Thursday, May 24, 2012

Karma and Technology

Ran Prieur posted an interesting interview with Kevin Kelly. What really caught my attention was a statement by Kelly:
I would say over the long-term that humans cannot really influence the direction of technology and I would say that there are certain inevitabilities in the progression of technologies. What we can influence is the character of the technologies.
This brings out strongly for me the fundamental topic of emptiness and interdependent origination, and perhaps more fundamentally the topic of karma. I expect that Kelly appreciates the superficial absurdity of his statement, that humans cannot direct technology. Modern science has had some spectacular success in accepting some absurdity like this and following its implications to discover some very surprising facets of the world. Einstein's Theory of Special Relativity is probably the paradigmatic instance. Here Kelly follows the idea that technology is not directed by humans to the further notion that technology has become a seventh kingdom of life, alongside Plants, Animals, Fungi, etc. This is certainly a stimulating vision but it can be misleading too.
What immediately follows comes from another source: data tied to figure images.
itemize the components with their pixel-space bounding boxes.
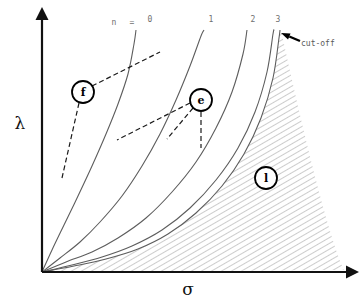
series-prefix-equals: = <box>130 18 135 27</box>
series-prefix-n: n <box>112 18 117 27</box>
leader-e-0 <box>117 103 190 140</box>
leader-f-1 <box>62 103 79 178</box>
curve-label-0: 0 <box>148 15 153 24</box>
physics-diagram: fel 0123 cut-off λ σ n = <box>0 0 362 308</box>
cutoff-pointer: cut-off <box>281 33 335 48</box>
badge-label-e: e <box>198 94 205 107</box>
curve-labels: 0123 <box>148 15 281 24</box>
y-axis-label: λ <box>15 113 26 133</box>
curve-label-3: 3 <box>276 15 281 24</box>
badge-label-l: l <box>264 172 268 185</box>
badge-l: l <box>255 167 277 189</box>
cutoff-arrow-shaft <box>289 36 300 41</box>
curve-label-1: 1 <box>209 15 214 24</box>
figure-canvas: fel 0123 cut-off λ σ n = <box>0 0 362 308</box>
x-axis-label: σ <box>182 279 194 299</box>
callout-leader-lines <box>62 52 201 178</box>
cutoff-label: cut-off <box>301 39 335 48</box>
curve-label-2: 2 <box>251 15 256 24</box>
badge-f: f <box>72 81 94 103</box>
badge-e: e <box>190 89 212 111</box>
Clearly modern technology is a massive global collective activity and there is little that any single individual can do to direct its evolution. This, of course, is not unique to technology. Humans are social animals with extraordinarily complex patterns of cooperative behavior. Politics would be another primary example. Can human beings direct their own methods of conflict resolution away from violence and war and toward some more constructive approach? What sense does it make to talk of any group of humans or of humanity as a whole directing anything at all or indeed performing any action at all.?

Kelly asks us to imagine rewinding and rerunning history, like a laboratory experiment. This underscores the connection to the general puzzle of free will. Not only is it problematic to understand what it means to speak of a collective action, it is just a deep a problem to understand the nature of individual action. But look again at how the puzzle arises, where we rewind and rerun history. Here is an action that stands outside the history that is being rewound and rerun. Agency and free will belong properly to the subject, determinacy belongs to the object, or, where there is indeterminacy, that indeterminacy is attributed to chance. When a person keeps shifting perspective, looking ever more deeply within to find their own mind, the root of their agency, the failure to finally isolate subjectivity as an object is not due to the subject somehow being illusory in comparison to the reality of the object, but to the fundamental structure of conceptuality, the duality of subject and object.

There is indeed value to the kind of courage that can follow subtle clues, like the problem of the behavior of light in a moving frame of reference, to surprising conclusions, like the relativity of a relationship as basic as simultaneity. If the subject is not a contingent object but instead the mirror of the object in a duality that gives rise to both, then free will is not mere raw material to be incorporated into some technological system but a perspective that defines technology. Do bees make bee hives or are bees and bee hives together a system to be managed by bee keepers? This is a question of perspective, not one to be answered by accumulating data.

Our identity is so deeply enmeshed within our technology. We are the drivers of our automobiles, we are the readers and writers of our blogs and text messages. To see our technology as impermanent, as arising through causes and conditions, is to see ourselves as impermanent arisings. Not only do we have the power and responsibility to direct our technology, we have that same power and responsibility to create ourselves. To treat technology as inevitable is to deny our potential, a retreat from courage that can hide only temporarily and superficially from the deep currents of impermanence and interdependence. Waking up to the truth of our vastness is not a trivial matter but a process that begins with a choice, the choice to recognize that what we do, what we decide, makes a real and profound difference.